Santa Fe New Mexican

To stop variant threat, scientists seek universal vaccine

- By Carolyn Y. Johnson

Volunteers are rolling up their sleeves to receive shots of experiment­al vaccines tailored to beat the omicron variant — just as the winter coronaviru­s surge begins to relent.

By the time scientists know whether those rebooted vaccines are effective and safe, omicron is expected to be in the rearview mirror. Already, mask mandates are easing. People are beginning to talk about normalcy.

The disconnect highlights the exhausting scientific chase of the last year — and the one that lies ahead. And it underscore­s a more pressing, overarchin­g conundrum: Is chasing the latest variant a viable strategy? Instead of testing and potentiall­y deploying a new shot when a new variant pops up, what if a single vaccine could thwart all iterations of this coronaviru­s and the next ones, too?

By now, rebooting vaccines to match a new variant is becoming part of scientific muscle memory. Drug companies made vaccines to fight beta, delta and now omicron. None of those shots has been needed yet, but to many scientists, it is a short-term, shortsight­ed and unsustaina­ble strategy.

“You don’t want to play this whack-a-mole approach,” said David R. Martinez, a viral immunologi­st at the University of North Carolina at Chapel Hill. “This could go on forever.”

The original shot has held up remarkably well, but there’s no guarantee how it will fare against the next variant. Scientists like Martinez want to end the cycle of catch-up.

They are inventing vaccines designed to foster broad protection — an immunity wall that will repel not only the variants of the coronaviru­s that we know about but those yet to emerge.

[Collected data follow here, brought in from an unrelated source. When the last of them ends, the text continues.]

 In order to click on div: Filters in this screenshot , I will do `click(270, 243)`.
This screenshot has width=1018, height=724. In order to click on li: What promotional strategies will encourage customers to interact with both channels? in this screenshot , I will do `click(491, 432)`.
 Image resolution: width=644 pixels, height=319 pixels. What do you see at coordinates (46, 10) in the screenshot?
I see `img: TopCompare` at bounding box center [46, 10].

At minimum, the world needs a truly variant-proof vaccine. Even better would be a shot that would also stop a future pandemic, protecting against a yet-unknown coronaviru­s that will jump from animals into people in the years to come.

Some experts have questioned why there isn’t already an Operation Warp Speed for these universal vaccines.

Dr. Anthony Fauci, President Joe Biden’s chief medical adviser, stresses the need for patience, along with urgency. There are scientific gaps needing to be filled to build a vaccine that is broadly protective and lasts a long time — and the National Institutes of Health last fall awarded $36 million to groups trying to answer basic questions.

Flush with the success of the first vaccines, many scientists working on next-generation shots had been thinking big in 2021. Maybe they could make a vaccine that would repel not only the coronaviru­s and the original SARS, but also two coronaviru­ses that cause the common cold, Middle East respirator­y syndrome, as well as future bat coronaviru­ses that could jump into humans.

But making a single vaccine that works against such a wide range of viruses is tricky, and the beta, delta and then omicron variants recalibrat­ed some of that sweeping ambition.

Before developing a vaccine to stop the next pandemic, it became clear that a more modest goal — a variant-proof vaccine against the coronaviru­s — may be needed to help end this crisis.

“Omicron really has pointed us to say, ‘Hey, we’re not out of this epidemic, yet, and we don’t know what the future holds with this epidemic.’ We need to focus on what the next outbreak might be, but also make sure we’re covering any variant ... that would come up in the next three to five years,” said Barton Haynes, an immunologi­st and vaccine expert at Duke University School of Medicine.